I realise this is probably beating on a dead horse, but it would be nice to have this facility. I write music software, and the primary market for independents is VST/AU/LV2 plugins, usually in the form of a .dll , .so or dylib. Still , the problem sounds like its a bit hard to really solve so oh well. But just wanna point out that the arguments philosophically against dylibs really arent generally applicable, there really are use cases for dlls that cant be solved other ways.

rdp commented
axvm commented

I want to vote for this feature. And I can't figure out why crystal is apparently trying to become a golang for Rubyists but can't have the same features as golang. I.e., golang has a build mode for dynamic libs. And I would love to do some computations in crystal and call it in ruby.

I believe this is an essential feature in the context of mass adoption.

Today I have tried to build a true Android app written in pure Crystal from my Termux / Android NDK branch. The entry point must be defined through a shared library, and it basically boils down to this:

fun on_create = ANativeActivity_onCreate(activity : LibAndroid::ANativeActivity*, savedState : Void*, savedStateSize : LibC::SizeT)
  GC.init

  # we must pass something here otherwise `PROGRAM_NAME` will fail to initialize
  # this is _not_ `--prelude=empty`! we already have virtually the entire stdlib working
  args = ["(???)"]
  LibCrystalMain.__crystal_main(args.size, args.map(&.to_unsafe).to_unsafe)

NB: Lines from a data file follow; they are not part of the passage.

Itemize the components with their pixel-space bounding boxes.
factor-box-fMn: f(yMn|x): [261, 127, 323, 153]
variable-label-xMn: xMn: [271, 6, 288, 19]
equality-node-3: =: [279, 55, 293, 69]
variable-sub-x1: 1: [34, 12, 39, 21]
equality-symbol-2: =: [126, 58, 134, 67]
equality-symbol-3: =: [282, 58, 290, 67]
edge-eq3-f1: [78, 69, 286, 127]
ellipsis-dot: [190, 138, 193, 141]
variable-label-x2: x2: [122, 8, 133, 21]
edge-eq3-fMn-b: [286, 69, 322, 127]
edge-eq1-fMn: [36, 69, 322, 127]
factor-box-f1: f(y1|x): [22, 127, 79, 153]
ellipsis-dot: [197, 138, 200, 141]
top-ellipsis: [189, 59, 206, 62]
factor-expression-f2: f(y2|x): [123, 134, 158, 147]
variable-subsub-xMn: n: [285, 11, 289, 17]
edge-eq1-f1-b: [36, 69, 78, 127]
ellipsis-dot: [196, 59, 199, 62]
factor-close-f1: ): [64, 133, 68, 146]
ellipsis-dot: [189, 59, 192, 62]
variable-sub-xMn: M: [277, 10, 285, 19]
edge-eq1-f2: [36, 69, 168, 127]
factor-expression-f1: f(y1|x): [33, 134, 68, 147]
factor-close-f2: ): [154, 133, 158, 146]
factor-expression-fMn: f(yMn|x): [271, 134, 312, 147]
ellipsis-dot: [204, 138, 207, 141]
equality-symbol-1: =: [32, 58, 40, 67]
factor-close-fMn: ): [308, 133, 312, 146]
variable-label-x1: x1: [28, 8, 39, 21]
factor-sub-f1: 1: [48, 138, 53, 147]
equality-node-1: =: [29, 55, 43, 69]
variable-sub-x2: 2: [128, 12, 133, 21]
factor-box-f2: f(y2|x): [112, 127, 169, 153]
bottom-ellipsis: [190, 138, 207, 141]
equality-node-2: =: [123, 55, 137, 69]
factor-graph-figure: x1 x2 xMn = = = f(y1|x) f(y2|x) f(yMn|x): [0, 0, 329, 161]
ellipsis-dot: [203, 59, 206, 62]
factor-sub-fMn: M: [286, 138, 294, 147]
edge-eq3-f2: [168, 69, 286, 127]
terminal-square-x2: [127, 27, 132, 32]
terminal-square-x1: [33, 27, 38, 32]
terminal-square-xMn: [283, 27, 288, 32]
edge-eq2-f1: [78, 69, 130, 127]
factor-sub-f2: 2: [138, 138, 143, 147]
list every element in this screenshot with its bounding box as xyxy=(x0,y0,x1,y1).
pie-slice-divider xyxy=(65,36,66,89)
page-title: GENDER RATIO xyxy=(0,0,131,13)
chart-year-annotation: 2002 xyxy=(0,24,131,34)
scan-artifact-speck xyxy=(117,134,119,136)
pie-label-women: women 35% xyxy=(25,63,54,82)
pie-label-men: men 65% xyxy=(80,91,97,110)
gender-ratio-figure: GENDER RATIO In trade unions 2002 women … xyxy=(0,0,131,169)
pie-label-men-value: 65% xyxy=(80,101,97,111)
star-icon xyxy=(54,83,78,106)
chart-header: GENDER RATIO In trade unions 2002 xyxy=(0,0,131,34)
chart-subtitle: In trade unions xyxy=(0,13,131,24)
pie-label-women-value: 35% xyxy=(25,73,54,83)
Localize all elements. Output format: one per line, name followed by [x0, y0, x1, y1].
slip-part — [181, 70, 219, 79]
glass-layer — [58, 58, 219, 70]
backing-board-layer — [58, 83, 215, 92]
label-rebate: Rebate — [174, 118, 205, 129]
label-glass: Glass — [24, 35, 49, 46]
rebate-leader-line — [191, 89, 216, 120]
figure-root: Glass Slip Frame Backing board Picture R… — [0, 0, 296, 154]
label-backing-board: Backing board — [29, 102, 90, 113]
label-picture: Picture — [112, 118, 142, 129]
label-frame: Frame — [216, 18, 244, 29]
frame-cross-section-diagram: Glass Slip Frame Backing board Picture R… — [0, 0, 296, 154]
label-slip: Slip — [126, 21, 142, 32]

  activity.value.callbacks.value.onStart = ->(activity : LibAndroid::ANativeActivity*) do
    # ...
  end
end

Crystal's runtime libraries (GC, libevent etc.) are then linked statically. This and the VST example are perfectly valid use cases where the shared library containing the Crystal runtime is effectively the only running Crystal instance, as the library still manages the whole lifecycle of an application, except that the entry point is no longer that of the usual command line. Thus building a shared library does not necessarily imply that we are consuming Crystal code from other Crystal code via this mechanism.

So I'd vote to reopen this issue.

(Now this scenario is solved by cross-compiling, but it won't be the case for VSTs, nor if someone decides to build the Android app on Termux itself.)